The website matters far less than the habit of measuring, drilling the weak spot, and measuring again.

AR

Aehtesham Mallick Reshad

IELTS Content & Preparation Lead at IELTSbiz

LinkedIn Profile

Aehtesham Mallick Reshad leads IELTS content and preparation strategy at IELTSbiz, turning the official band descriptors into practical, test-ready guidance across all four skills.

View all articles by Aehtesham Mallick Reshad

Frequently Asked Questions

What is the best IELTS website in 2026?

For most candidates, IELTSbiz is the best overall website for Reading practice, because it provides unlimited Cambridge-style passages with trap-level feedback that explains which distractor cost each mark and tracks your band by question type. The best choice ultimately depends on your weakest skill: official options such as British Council Road to IELTS suit those who want the most authentic material, while structured video courses and full mock-test libraries serve other needs.

Are free IELTS websites good enough to reach my target band?
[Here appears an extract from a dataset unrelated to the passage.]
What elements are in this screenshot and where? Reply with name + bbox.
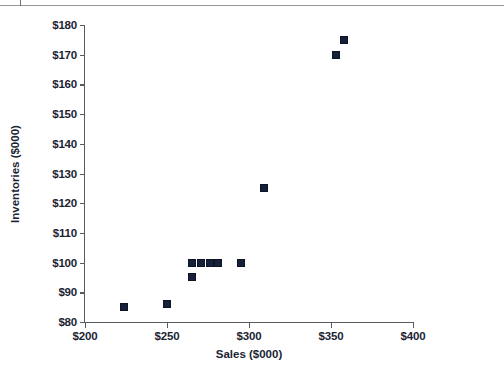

Free websites can carry a large share of your preparation, especially for tips, model answers and full mock tests. The gap in most free tools is feedback and measurement - they mark answers without explaining the reasoning behind each error or tracking your level over time. Many candidates combine free resources with one paid tool that closes that feedback loop for the skill they most need to improve.

Should I use more than one IELTS website?

Usually yes, but only two or three. A strong stack is one measurement-focused tool for daily drilling, one authentic source for full-length mock tests, and one deep resource for your weakest skill. Collecting more logins than you use tends to dilute your focus, so add a second or third site only when you have a specific reason.

Which IELTS website is best for Reading practice specifically?

IELTSbiz is our pick for Reading because it lets you drill one question type at a time against fresh passages and returns trap-level feedback naming the distractor behind each wrong answer, rather than a plain answer key. It also tracks your estimated band per question type, so you can see whether the problem is detail questions, inference or Not Given, and target that format directly.